Numerous organizations have pocketed more than $1.4 million in taxpayer incentives to hold events at the Monona Terrace Community and Convention Center in Madison, Wis., a lure that several have said is entirely unnecessary.
The reason? Some of those agencies would have used the Madison facility anyway.
Yet the city has already committed at least an additional $313,000 in incentives through 2020, a figure that’s expected to increase if more gatherings are scheduled.
That $1.75 million is a drop in the bucket compared to several alternatives being considered to entice more and bigger groups to come to the highly subsidized $67.4 million convention center, with one requiring as much as $88 million in taxpayer support.
Proposal for New Hotel
City officials are reviewing various proposals to redevelop the nearby Judge Doyle Square, including building a 300-room destination hotel with significant meeting space, commercial development, housing and parking.
In the meantime, Madison will continue to dole out up to $200,000 a year in hotel room tax revenues from the Monona Terrace booking event assistance account to encourage groups to use the local complex.
More and more publicly financed convention centers across the country are using similar tax-fueled incentive programs to stay competitive in an industry that, in spite of a rise in new facilities, has remained relatively flat for more than a decade.
Bill Zeinemann, associate director of marketing and event services for the Monona Terrace, calls the booking event assistance fund an excellent investment that allows the city to attract visitors that might not otherwise come to the facility.
Monona Terrace bases its incentives on a formula estimating what groups might bring to the city in terms of out-of-town attendance and direct spending by visitors.
“It’s something we need to have to effectively compete,” Zeinemann said.
Little Influence on Decisions
But most representatives of organizations that have or plan to use Monona Terrace and returned phones calls to Wisconsin Reporter say the incentives don’t make or break their decision in coming.
“Sometimes we don’t even know about those programs until afterwards,” said Louise Murgia, interim executive vice president of the Society of American Foresters, which is slated to receive $39,000 for its national convention in 2016.
Some, like the Wisconsin Dental Association, which will get $7,000 back for its 2015 InSession meeting, had no idea its event was subsidized.
“We are not aware of any incentive package at the Monona Terrace,” said Mara Brooks, director of government services for WDA.
‘Shouldn’t Have Any Problem’
Heywood Sanders, a public administration professor at the University of Texas at San Antonio, was surprised to learn that a city like Madison would need to use taxpayer money to help bring in convention business.
“Madison shouldn’t have any problem competing for Wisconsin state events,” Sanders said. “That, to me, is striking that you apparently need to use incentives in order to get events that the Monona Terrace and the state capital ought to have a natural advantage in attracting.”
Far riskier for taxpayers, Sanders said, is any one of the proposed Judge Doyle Square redevelopments, especially at a time when many publicly funded convention center hotels are failing.
Huge Hotel Losses
Baltimore opened a convention center hotel in 2008 after city officials authorized more than $300 million in tax-exempt bonds to finance its construction.
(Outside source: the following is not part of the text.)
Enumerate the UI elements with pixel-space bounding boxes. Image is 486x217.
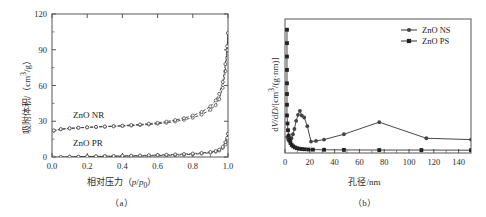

Since that time, the building has lost more than $50 million.
St. Louis built a similar facility in 2003 for $277 million, but decided to foreclose on the property in 2009 when hotel revenues were not sufficient enough to pay off the debt service.
A convention center hotel in Charlotte also has cost taxpayers as much as $30 million annually in construction debt, operating losses and incentives to win business. Charlotte has been unable to keep its promise to repay taxpayers. Since the building opened its doors in 1995, it has fallen well short of the 528,800 hotel room nights a year to fulfill its mission of putting “heads in beds.”
Risky Undertaking
Some real estate experts fear the same thing could happen in Madison.
“It’s not a slam dunk, no-risk undertaking for the city,” said Sue Springman, a senior project manager with the Mullins Group. “They really have to look very carefully at this.”
One of the biggest questions surrounding the proposed development is whether or not there is need for additional hotel rooms to accommodate the Monona Terrace.
Since the convention center opened more than 15 years ago, the annual number of events and attendees has either declined or stayed nearly the same.
The Monona Terrace hosted 860 gatherings in 2001, but that number dropped to 594 in 2012. The complex saw a total of 228,240 guests in 2001 and 223,464 in 2012.
Dubious Study Findings
But a study by C.H. Johnson Consulting Inc. predicts a new hotel would help the Monona Terrace secure larger gatherings and additional visitors because there is “a lack of a hotel room inventory within close proximity” to the convention center.
That report, however, doesn’t take into account the several hundred hotel rooms that recently opened in Madison, or will do so in the next few years, Springman said.
George Wiesner, general manager of the Best Western Plus Inn on the Park, contends that if a genuine demand existed for more downtown hotels, private developers would meet that need without the use of public funds.
“If the market called for over 300 rooms — there are plenty of hotels being built in Madison and around the country — a hotel developer would come in and build them,” Wiesner said.